It would be the first time Lancs have won the County Championship outright since 1934!
Come on Lanky!
I must say, my thread is of outstanding quality and beats this one handsdown. I'll be at the Oval next week. A win, wins us the title.
Shitty summer has fecked over my Lancs watching this year, only got a few games. In fact I saw England at OT for almost as many days as Lancs
Still, great position, deserve to be top only losing one game all season, who knows with better weather this might have been all over by now
This country really ought to do something about its climate...
Don't think any of us have seen Lancs win the title. Now won it since 1934.
That's fecked up.
Don't think that's been through a lack of quality we have had over the years.
I always managed to come up with Manchester weather as an excuse (too many wash outs). Last few years I've blamed Mushtaq Ahmed at Sussex.
I'd like to see a comparison with other counties. Not sure that actually holds up, to be honest.
Read it. Lancs, Yorks, Glamorgan, Durham and Warwickshire have very similar rainfall throughout the summer, though. So, on the face of it, I don't think it holds up. . .as an excuse. Generally, the Westsiiiide is England's wettest. I think Cardiff and Plymouth have the highest rainfall on average throughout the year.
The latest forecast for The Oval next week is:
Wednesday: Cloudy
Thursday: Sunny intervals
Friday: Light Rain
Saturday's not forecasted yet. Fingers crossed it stays dry.
Lancs are further north, which means later sunsets during the cricket season. So maybe they have an advantage over Surrey when it comes to closing early for bad light. Also, the Oval is pretty good for batting and drawn matches, whereas perhaps Old Trafford produces more rain-affected wickets and more results. I've no data to point to, though.
Well I'm no weatherman (although I have met Diane Oxbury and a fine figure of a woman she is too), but I thought the south wast got the most sun (Cornwall's the sunniest county apparently). Wettest place is Borrowdale in the Lakes - in the North West.
But on the whole I'd agree, in those 70 years we've had more than enough chances to win it - last year we WERE fecked by the weather, but we were also fecked over by ultra-conservative captaincy.

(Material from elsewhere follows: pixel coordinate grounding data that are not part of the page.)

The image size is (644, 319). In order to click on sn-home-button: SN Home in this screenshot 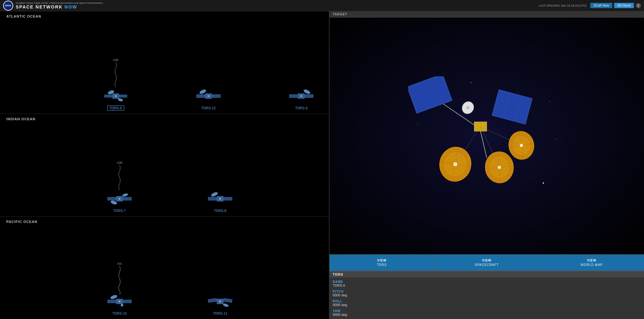, I will do `click(624, 6)`.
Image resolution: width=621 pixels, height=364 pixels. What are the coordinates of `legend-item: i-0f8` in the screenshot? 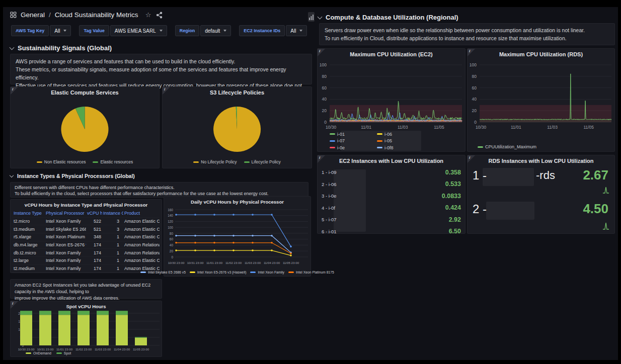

Rainfall in England varies widely. The Lake District is the wettest part, with average annual totals exceeding 2,000 mm (this is comparable with that in the western Highlands of Scotland). The Pennines and the moors of south-west England are almost as wet. However, all of East Anglia, much of the Midlands, eastern and north-eastern England, and parts of the south-east receive less than 700 mm a year.
Typically, it rains on about one day in three in England, perhaps somewhat more often in winter, though long, dry spells occur in most years.
Near the south coast there is an appreciable summer minimum and winter maximum of rainfall, with totals in July barely half those in January; western, northern and eastern coasts are more likely to see the driest month in spring and the wettest in late autumn. Inland, parts of the Midlands experience a summer rainfall maximum, which is a reflection of the higher frequency of thunderstorms in the more central and south-eastern parts of England. For example, at London and Birmingham, thunder occurs on an average of 15 days a year, but in the west and north-west the frequency declines to around eight days per year.
Facts and figures
Maximum in a day (09-09 UTC): 279 mm at Martinstown (Dorset) on 18 July 1955.
Rainfall graph
We're useless.
74 years.
I'm not having that
I'm blaming Mushtaq Ahmed again, he's the guy most resposible for us not winning the last few seasons.
How spastic are Pakistan not playing him?